Friday, September 6, 2013

serious stuff

Theatre: big cinemas Vapi
 Theatre status was not,much pretty impressive. I really missing the FDFS feel in our Kerala, calm and quite people no whistles and adult jokes , but it delivered me to be in the story throughout each and every frame .
 This film , Madras cafe revolves around the srilankan issues during the late eighties upto the death of Rajiv Gandhi. This is supposed to be a work of fiction. But there is only one way to genuinely enjoy this film, which is to treat it as authentic recreation of a very important though unfortunate event of our contemporary history that we know nothing about. Besides that a woman with a bomb strapped around her waist, in the presence of thousands of people at a political rally, blew up a gentleman who was soon to be re-elected the Prime Minister of India in 1991.
 The film shows us,the evolution of Tamil eelam LTTE (LTF in film) in the, srilanka . We can see how western policy makers and other warlords feed LTTE just like the way USA brought up osama in afgan .
 This story shows the action of indian peace keeping force PKF in the island and also depicts the back stabbing done by some intelligence officers that lead to the death of many brave soldiers on that island .
 John Abraham (strikingly sincere, both as producer and actor) plays an Indian spy. This is so sure that the military green suits him well . This is probably the first Bollywood film that looks closely at India’s political involvement outside of its own shores.
 The film doesn’t delve into strong connections between Tamil Nadu mainstream politicians and the banned militant outfit either, so I am not sure exactly what the rag-tag groups in Chennai have been protesting against this film about—that the LTTE killed Rajiv Gandhi? They should be arguing with the Supreme Court.
 Santosh Sivan’s The Terrorist (1998) on the same tragedy was a more personal film, a cinematographer’s take. This is a researcher’s delight. The ultimate baap of this genre is Oliver Stone’s JFK (1991). Through inferences and strong evidences, using classified documents, it categorically proved to regular public the CIA’s role in the death of its much loved US President. It shook up America.
 This film doesn’t conclusively establish a new angle or fresh motive behind Rajiv Gandhi’s death, besides merely pointing towards western corporate interests. But it makes you search deeper. It’s been over 22 years since. Who the hell gained so much from Rajiv’s assassination? The LTTE is practically defunct now. After the film, we sat and discussed these things for a couple of hours. I’ve bookmarked a few articles on the web already, can’t remember the last time a Bollywood film made me do that.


* _PROBLEM REQUIREMENTS_: Lines of the material that include the string "professionals" should be returned.

* _SOURCE INFORMATION_:

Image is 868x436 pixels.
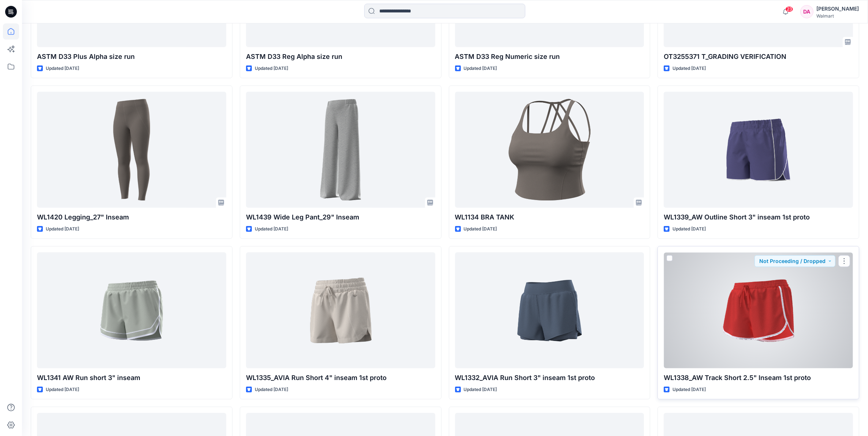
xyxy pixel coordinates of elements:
[455,92,644,208] a: WL1134 BRA TANK
[246,51,435,62] p: ASTM D33 Reg Alpha size run
[46,225,79,233] p: Updated [DATE]
[37,51,226,62] p: ASTM D33 Plus Alpha size run
[664,51,853,62] p: OT3255371 T_GRADING VERIFICATION
[255,225,288,233] p: Updated [DATE]
[37,92,226,208] a: WL1420 Legging_27" Inseam
[464,386,497,393] p: Updated [DATE]
[816,13,859,18] div: Walmart
[246,92,435,208] a: WL1439 Wide Leg Pant_29" Inseam
[464,225,497,233] p: Updated [DATE]
[455,253,644,369] a: WL1332_AVIA Run Short 3" inseam 1st proto
[37,212,226,223] p: WL1420 Legging_27" Inseam
[816,5,859,13] div: [PERSON_NAME]
[664,212,853,223] p: WL1339_AW Outline Short 3" inseam 1st proto
[255,65,288,73] p: Updated [DATE]
[255,386,288,393] p: Updated [DATE]
[800,5,813,18] div: DA
[664,373,853,383] p: WL1338_AW Track Short 2.5" Inseam 1st proto
[464,65,497,73] p: Updated [DATE]
[455,51,644,62] p: ASTM D33 Reg Numeric size run
[37,373,226,383] p: WL1341 AW Run short 3" inseam
[46,386,79,393] p: Updated [DATE]
[664,92,853,208] a: WL1339_AW Outline Short 3" inseam 1st proto
[455,373,644,383] p: WL1332_AVIA Run Short 3" inseam 1st proto
[246,373,435,383] p: WL1335_AVIA Run Short 4" inseam 1st proto
[246,253,435,369] a: WL1335_AVIA Run Short 4" inseam 1st proto
[246,212,435,223] p: WL1439 Wide Leg Pant_29" Inseam
[46,65,79,73] p: Updated [DATE]
[37,253,226,369] a: WL1341 AW Run short 3" inseam
[664,253,853,369] a: WL1338_AW Track Short 2.5" Inseam 1st proto
[455,212,644,223] p: WL1134 BRA TANK
[672,225,706,233] p: Updated [DATE]
[672,386,706,393] p: Updated [DATE]
[785,6,793,12] span: 23
[672,65,706,73] p: Updated [DATE]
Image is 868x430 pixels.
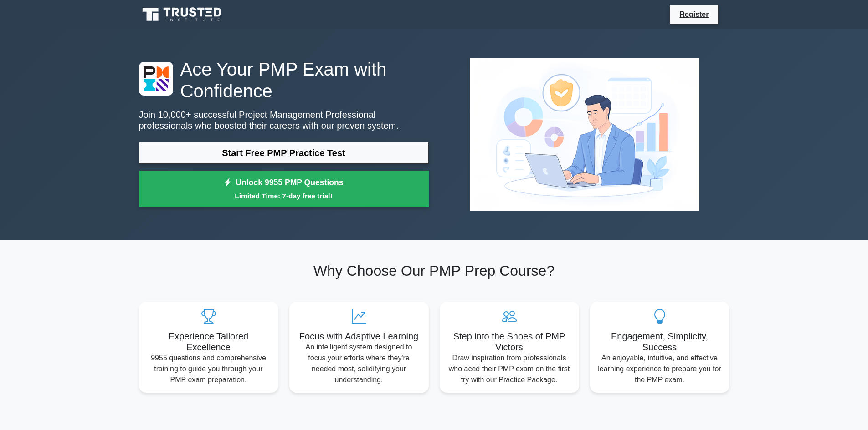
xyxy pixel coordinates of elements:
p: An enjoyable, intuitive, and effective learning experience to prepare you for the PMP exam. [597,353,722,386]
small: Limited Time: 7-day free trial! [150,190,417,201]
h5: Focus with Adaptive Learning [297,331,422,342]
p: 9955 questions and comprehensive training to guide you through your PMP exam preparation. [147,353,271,386]
h5: Step into the Shoes of PMP Victors [447,331,572,353]
h5: Experience Tailored Excellence [147,331,271,353]
a: Register [674,9,714,20]
h5: Engagement, Simplicity, Success [597,331,722,353]
a: Unlock 9955 PMP QuestionsLimited Time: 7-day free trial! [139,171,429,207]
img: Project Management Professional Preview [463,51,707,218]
h2: Why Choose Our PMP Prep Course? [139,262,729,280]
a: Start Free PMP Practice Test [139,142,429,164]
p: Draw inspiration from professionals who aced their PMP exam on the first try with our Practice Pa... [447,353,572,386]
h1: Ace Your PMP Exam with Confidence [139,59,429,102]
p: Join 10,000+ successful Project Management Professional professionals who boosted their careers w... [139,109,429,131]
p: An intelligent system designed to focus your efforts where they're needed most, solidifying your ... [297,342,422,386]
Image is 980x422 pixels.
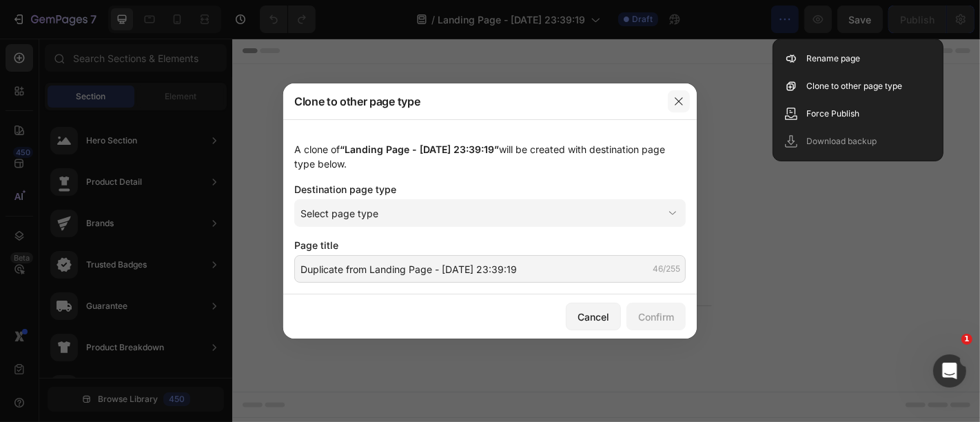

* _SOLUTION TO THIS TASK_:
p: Draw inspiration from professionals who aced their PMP exam on the first try with our Practice Pa... [447,353,572,386]
p: Join 10,000+ successful Project Management Professional professionals who boosted their careers w... [139,109,429,131]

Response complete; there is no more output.